Even before the pandemic, the rising power of Big Tech giants had already made antitrust a mainstream political issue for the first time in nearly a century, one resonating with populists on both the left and right. On July 29, members of Congress grilled the CEOs of Amazon, Apple, Facebook, and Google, asking whether they squelched competition.
Democratic Sen. Elizabeth Warren of Massachusetts promised to break up major technology companies during her presidential bid.
Every week brings new headlines about ongoing antitrust probes by the Justice Department, Federal Trade Commission, and state attorneys general led by Republican Ken Paxton of Texas. Earlier this month, for example, the Wall Street Journal reported the Federal Trade Commission is considering whether to take sworn testimony from Facebook CEO Mark Zuckerberg and COO Sheryl Sandberg.
Dayen and Teachout detail how monopoly power extends well beyond Big Tech into every corner of the economy and our daily lives, from concert tickets to military contractors and rental houses to funeral homes. The resulting damage includes the “murder” of American journalism as Teachout puts it, middle class wage stagnation, and woefully inadequate rural Wi-Fi.
Teachout, a three-time progressive candidate for elected office in New York, uses particularly colorful language to describe the perpetrators. She equates Big Tech “monopoly bosses” with the mafia and singles out Amazon as “a vast infrastructure machine with an ambition to take over the body and soul of the country.”
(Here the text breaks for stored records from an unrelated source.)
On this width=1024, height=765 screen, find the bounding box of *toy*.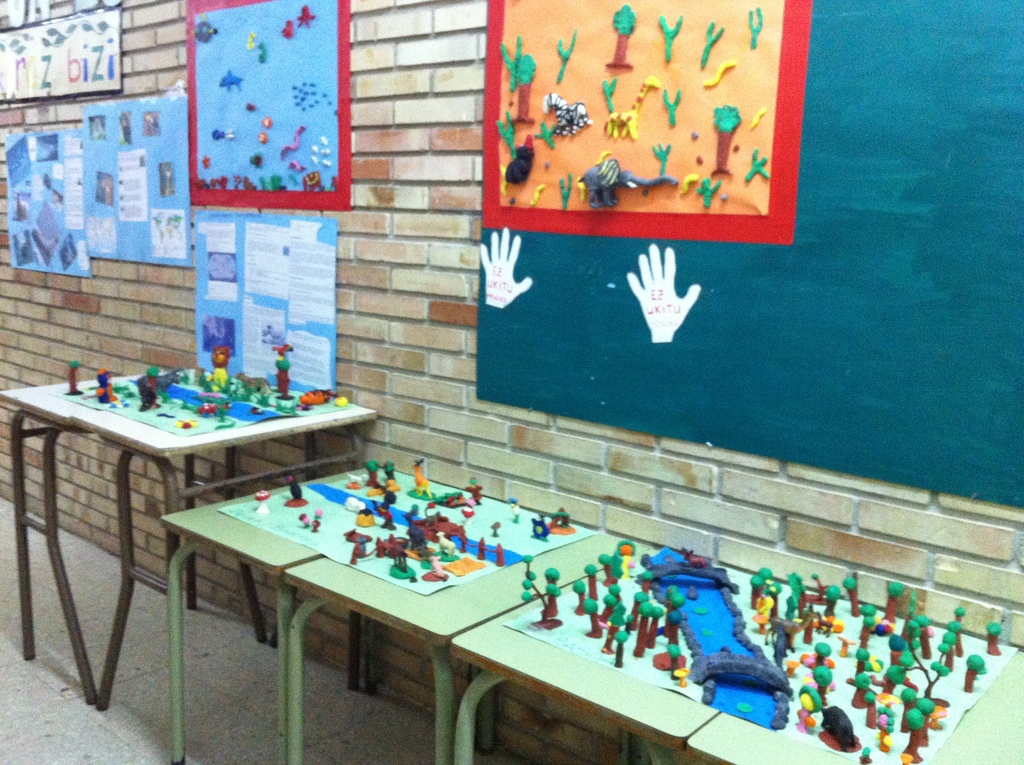
Bounding box: l=900, t=707, r=922, b=764.
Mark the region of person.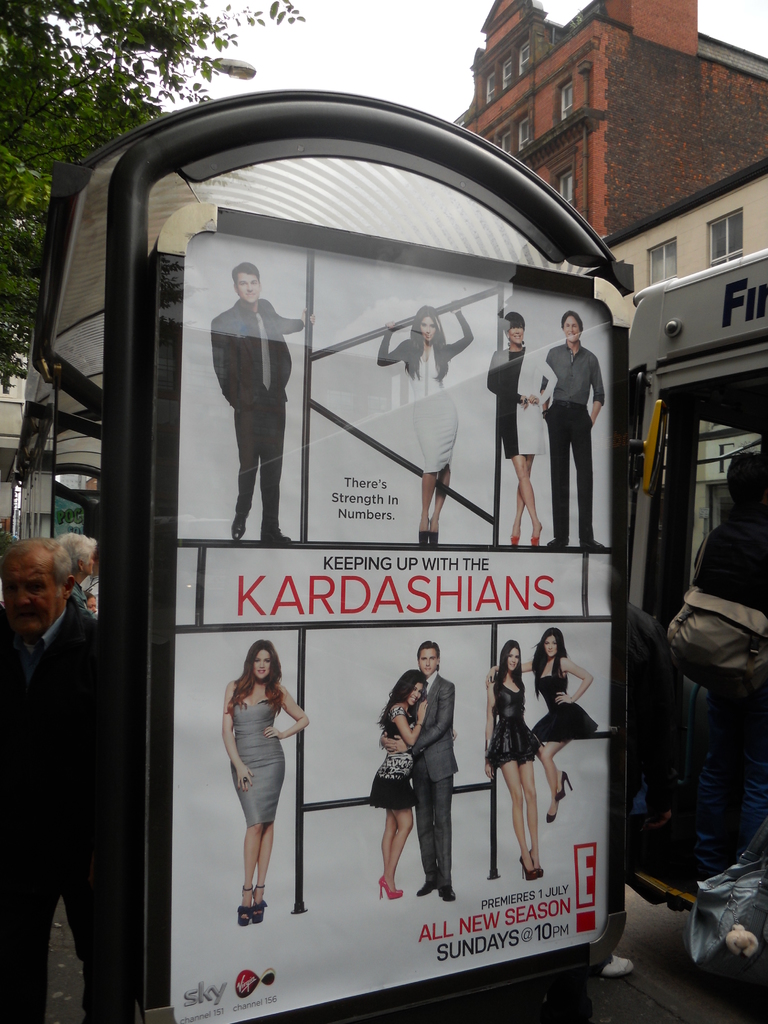
Region: (482, 631, 604, 824).
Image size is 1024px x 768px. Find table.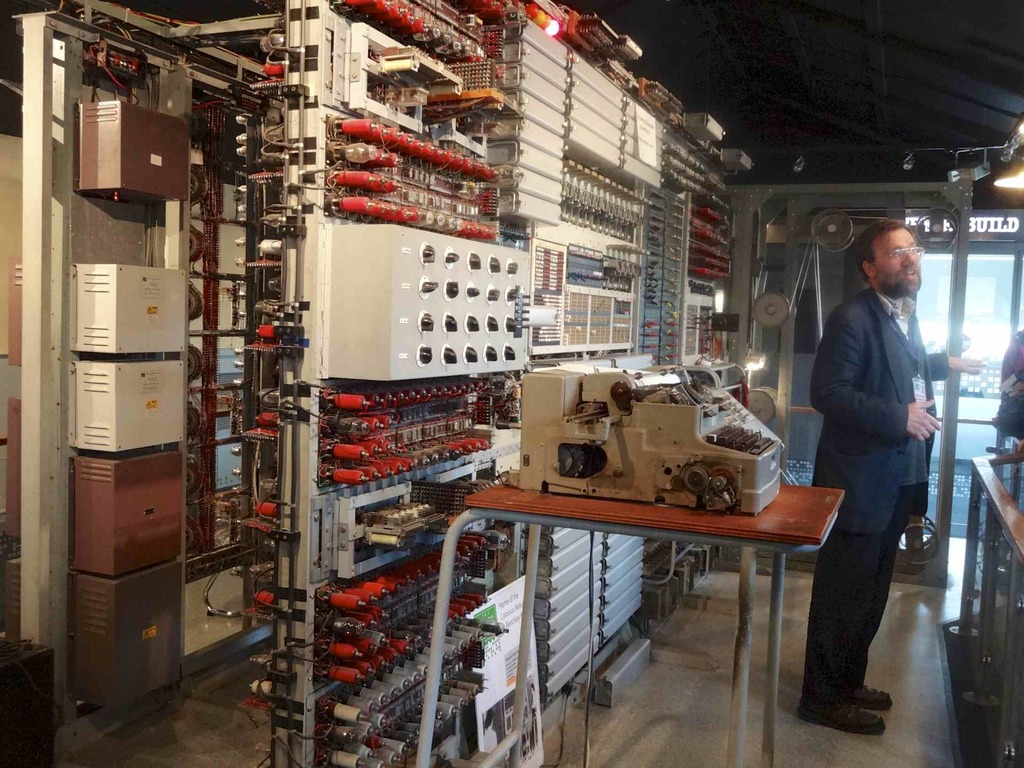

Dayen focuses much of his fury on Wall Street bankers and their legal advisers who, along with executives and shareholders, get rich together off the “corporate money hose” of mergers and acquisitions.
Teachout argues that simply adopting an ethos of “ethical consumerism,” and boycotting Amazon isn’t enough. What’s needed is “a major, grassroots anti-monopoly movement” designed to “radically reshape our economy and democracy in the service of human needs,” she writes.
Teachout would bar companies from controlling more than 10 percent of their respective markets, break up Big Tech companies and regulate the pieces as public utilities. In her epilogue, Teachout lays out her vision of a glorious monopoly-free future in which Google has been cut up into 57 smaller pieces by 2040.
It is every writer’s nightmare to have a book overtaken by events pre-publication, and perhaps one or both of these authors might update their work before the paperback version comes out to reflect the ways the world has changed due to Covid-19.
All signs so far suggest the big are just getting bigger as consumers flock to the likes of Walmart, Amazon, and Target. Big Tech companies are taking advantage of the moment, using their cash stockpiles to buy smaller, weaker rivals. Amazon boasted of hiring 175,000 people due to surging orders and announced plans in June to buy Zoox, a driverless vehicle startup, that could help the company eliminate delivery drivers one day.
Government antitrust enforcers may prove even more willing to allow mergers between giant airlines or hotel chains suffering from the travel shutdown, for example, if the alternative is letting companies fail altogether.
Or perhaps the pandemic will herald the third great period of trust busting in American history, akin to the Progressive Era and New Deal. After all, given how this year has gone so far, anything is possible.